1 string, 2 strings, 3 strings or more

Ron Nossaman RNossaman@KSCABLE.com
Tue, 18 Sep 2001 18:28:18 -0500


>As to your 328 lb., I would say such a tension is dangerous on a No. 22 
>core and would not exceed 307 lbs if I wanted it to last.  

Your suggestion would yield 51% of yield point. Mine was 54% there, where
the original was 61% and still holding after 75 years. Somehow that doesn't
strike me as grounds for reasonable concern, much less dangerous. 


>By and large, the best pianos seem to have been designed along 
>similar lines, with a few notable exceptions.  I would need to hunt for 
>quite a while to come up with more than a couple of scales that would agree 
>with your practice.

Or perhaps the best pianos have been copied along similar lines to keep
from having to design them at all. What I'm doing works pretty well by my ear.


> Without changing 
>any bridges or anything, a perfectly acceptable break can be achieved on 
>any reasonable-sized grand or upright simply through good string scaling, 
>which like all piano things involves a good deal of the intuition of 
>experience besides the "science", much of which is contradictory and 
>devised by acousticians who play the trombone or something.

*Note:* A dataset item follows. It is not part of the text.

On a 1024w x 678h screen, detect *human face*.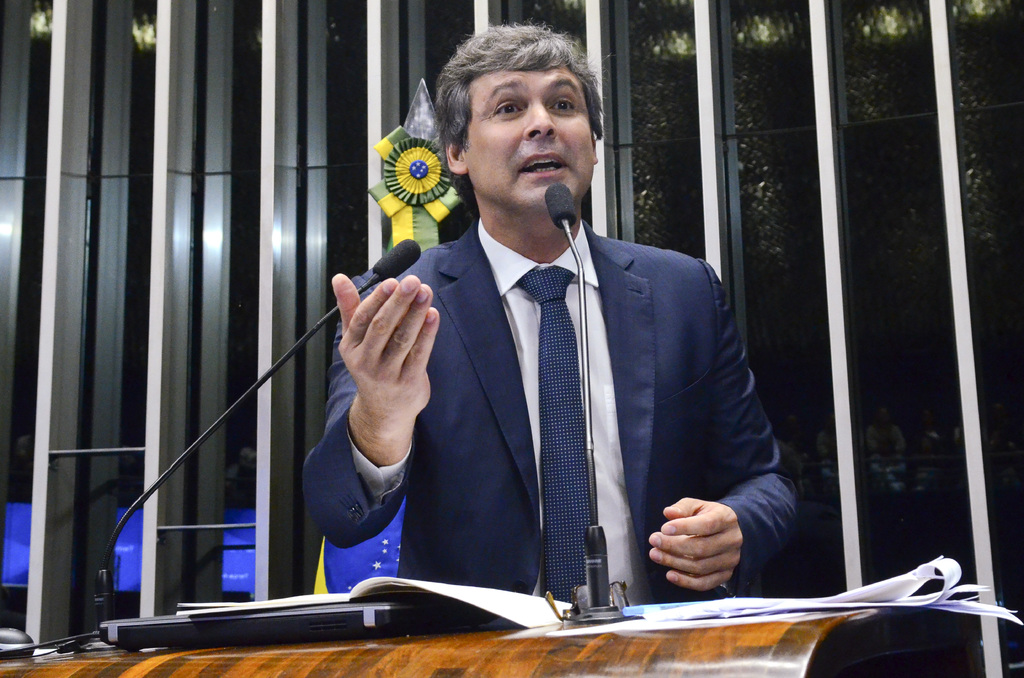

I disagree. There are plenty of pianos out there that, in my opinion can't
produce a decent, much less perfectly acceptable bass/tenor break with just
string scaling. Too often, the soundboard and bridge configuration just
won't allow it without changing something. They can usually be made less
objectionable with just scaling, sure, but acceptability is what we choose
to settle for, or not to settle for. Must be that cheap trombone.


>  There are, of 
>course, cases where I would love to reshape the long bridge if the job 
>would stand it, but if a piano has lasted 100 years sounding good with a 
>less than perfectly shaped bridge, I reckon it deserves to carry on for 
>another 100 or so without losing its defects of character.  For example, it 
>is the high tension in the tenor of a Blüthner and the unusually thin cores 
>or the monochords that help to make up the "Blüthner sound".
>
>JD

Yes, we clearly do have very different experience.